Rethinking NEET, and medical education


by Vijay Kelkar and Ajay Shah,
Business Standard, 8 July 2024


Failures in the operations of NEET in recent months have aroused much ire. It is possible to think about the NEET problem statement and improve its implementation. We should peel the layers of the onion and go deeper. Why should every medical college in India be subjected to central control of how it admits students? Why is there so little medical education?

Our first instinct is: we have a failure of operations, so let's go do the operations better. We can add more policemen and armoured cars to protect the papers from leaking. This is a bit of a mugs game, given the extreme supply demand imbalance in medical education and the high incentive in favour of examination fraud. There are too many civil servants involved at too many points in the process. It is not wise to ask flawless performance of government organisations in India. As with most policy problems that we see in India, we need better thinking and not mere execution of poorly thought out concepts. How could we do better than the worms eye view?

A better centralised examination

Why should there be a high stakes examination, organised in person all over the country, on one date? In fact, putting an identical question paper in front of multiple different candidates is well known to be an inefficient statistical estimator of the candidate quality.

Computerised testing based on `item response theory' obtains a better estimator of each candidate. This is how the GRE examinations work. If there was any one fixed exam, there would be a bunch of people with a perfect score (and the people slightly behind would not be materially different from the bunch at the top). Modern statistical methods tease out the difference between the 95th percentile and the 99th percentile by probing them with difficult questions. These are administered from a large question bank of questions which are each the subject of research and measurement based on the past performance of the question.

In this arrangement, testing would take place all through the year, with the test taker making an appointment to take the test. This avoids the bad luck of floods, heat waves or illness. It is operationally easier: instead of having 2.5 million people being tested on one day in a year, we break up the problem into 10,000 persons being tested every day. From a management point of view, it is more feasible to establish a process of data release, research, criticism and then iterative policy modifications, so as to learn how to do 10,000 tests per day correctly, 250 times a year.

This requires organisational capability at the level of the ETS, the private American firm which runs the GRE. It would be good to build the policy reforms to get testing activities out of the Indian state.

This would help, but can we do better?

A better college admission process

How should a university choose from many applicants? This is the legitimate choice of the managers and the board of the university. The purpose and strategy of each university would shape the mechanisms that it uses to choose students. There is no one-size-fits-all. Some universities might like to take in STEM propeller heads, some might emphasise multiple personality traits, some might like to use allocation based on lotteries. It might surprise us in India, but a significant portion of doctors in the US have backgrounds outside of science majors. Doctors require strong communication capabilities, critical thinking, and problem-solving skills, which are fostered by a liberal arts education. A wise leadership of a medical college is best placed to choose an admissions algorithm that is consistent with its strategy.

Medical college admissions is, then, one of a piece with the array of situations all across the Indian landscape, with excessive centralisation and excessive government control. There is no reason for union government control of medical admissions: each medical college should do as it pleases. We need the policy reforms to get the union government out of medical admissions.

This would help, but can we do better?

A better medical education system

There is a massive shortage of doctors, e.g. to the point where Indian students are going to China or Ukraine. Domestic requirements, medical tourism and telemedicine services delivered to overseas users: all these imply that a 10-fold or 20-fold increase in the number of doctors would be readily absorbed by the economy.

There are no shortages of telephone connections or scooters in modern India. What happened to those queues and corruption? The solutions lay in injecting superior ideas, not superior execution, into the policy process. The root cause of conflict around admission to medical college is the shortage of seats. This shortage is caused by mistakes in the rules made by government which hold back entry.

There is an analogy in this field. The emergence of the Indian software industry was threatened by a shortage of engineers. This was solved by policy reform with the entry of private educational organisations. The education market and the labour market know how to distinguish good from bad in the colleges; we don't need government involvement in helping students or employers combat asymmetric information. The Indian private sector knows how to build and run educational organisations, what is needed is a large dose of removal of restrictions. We draw on Agarwal et. al. 2023 on the solutions. Government restrictions hold back myriad universities in India from launching medical schools, which many could do in partnership with private hospitals.

It is efficient for the best private hospitals to add medical education alongside their core operations. A medical university must have faculty members who are not just practitioners: they need to be researchers. This is good for the private hospital as they would command more respect and be sought after. This requires a different way of life compared with conventional private hospitals. The role of the government is to establish a research funding mechanism through which grants go to such researchers.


Only the lines from the line containing "The height and" through the final line of the entries should be printed, exactly as given, with the pictures left out.

────────

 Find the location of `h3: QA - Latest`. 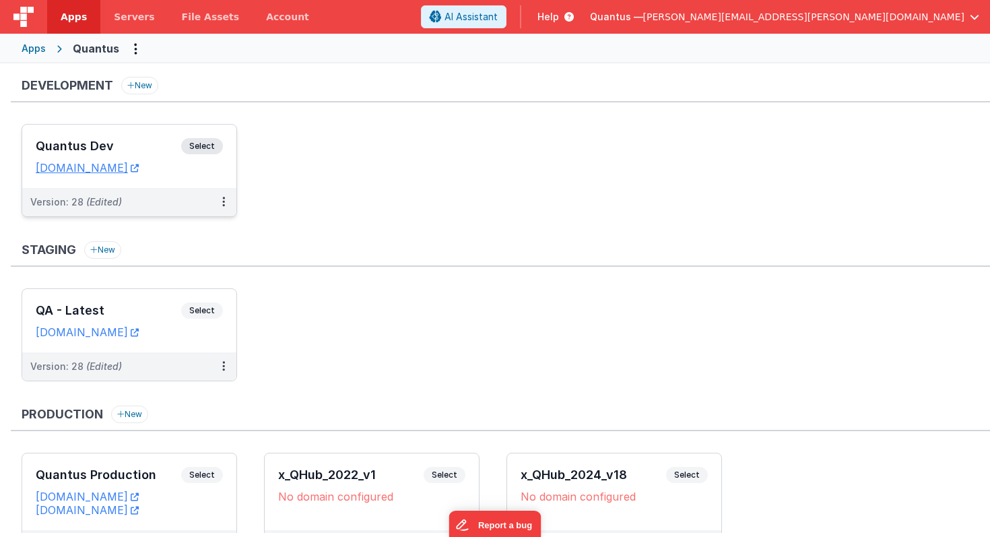

h3: QA - Latest is located at coordinates (108, 311).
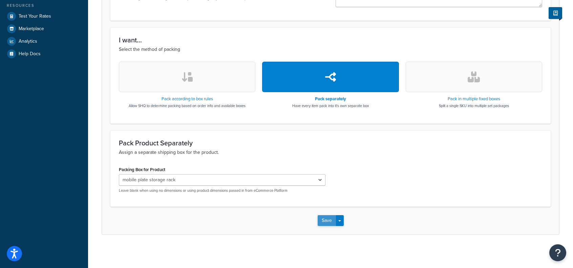 This screenshot has width=573, height=268. I want to click on a: Help Docs, so click(44, 54).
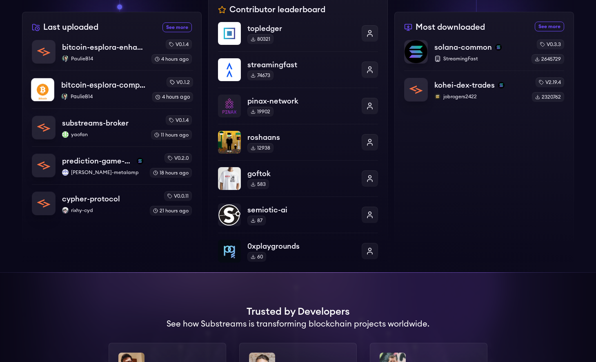  I want to click on div: 19902, so click(260, 112).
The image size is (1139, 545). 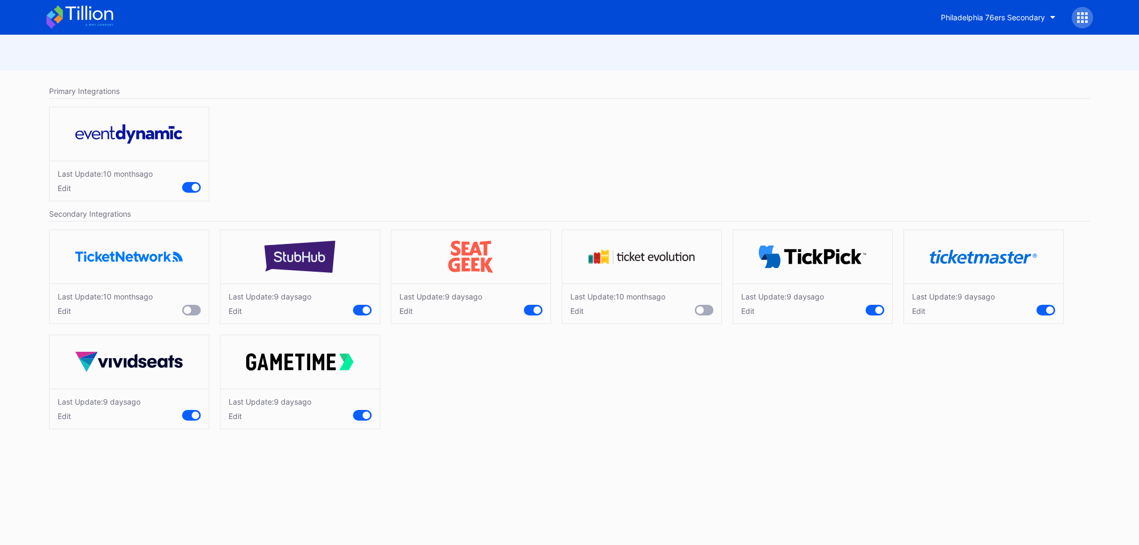 What do you see at coordinates (570, 214) in the screenshot?
I see `div: Secondary Integrations` at bounding box center [570, 214].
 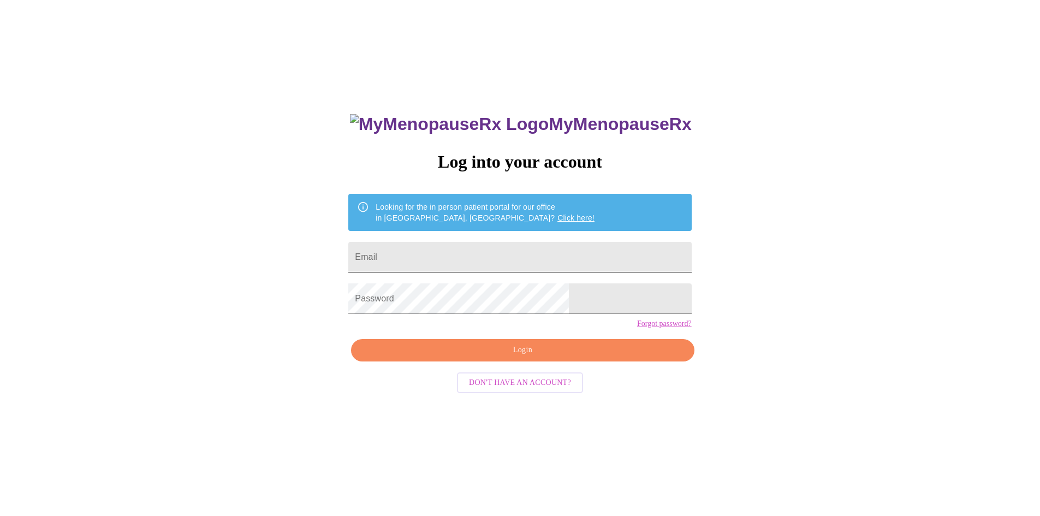 What do you see at coordinates (521, 124) in the screenshot?
I see `h3: MyMenopauseRx` at bounding box center [521, 124].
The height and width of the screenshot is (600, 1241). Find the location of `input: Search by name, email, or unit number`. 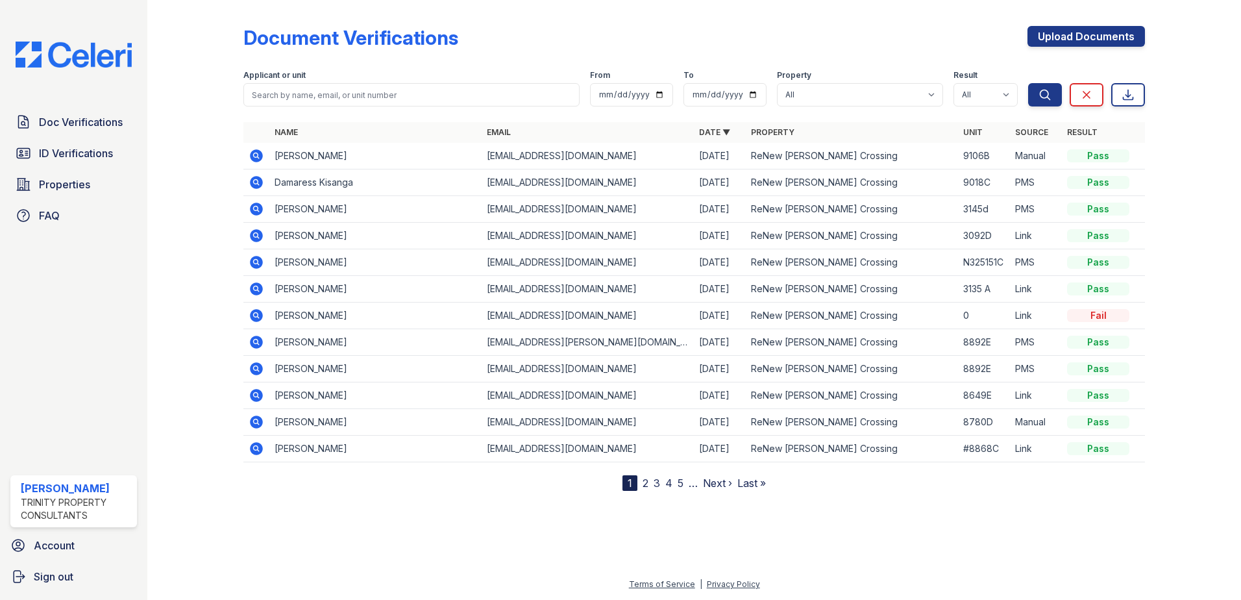

input: Search by name, email, or unit number is located at coordinates (411, 95).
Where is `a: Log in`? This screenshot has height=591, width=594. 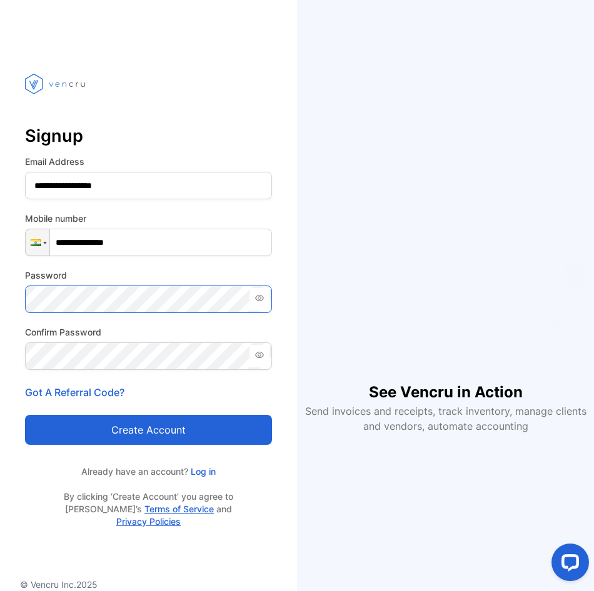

────────

| Your response |
The height and width of the screenshot is (600, 1241). Find the location of `input: Search by name, email, or unit number`. 

input: Search by name, email, or unit number is located at coordinates (411, 95).
Where is `a: Log in`? This screenshot has height=591, width=594. 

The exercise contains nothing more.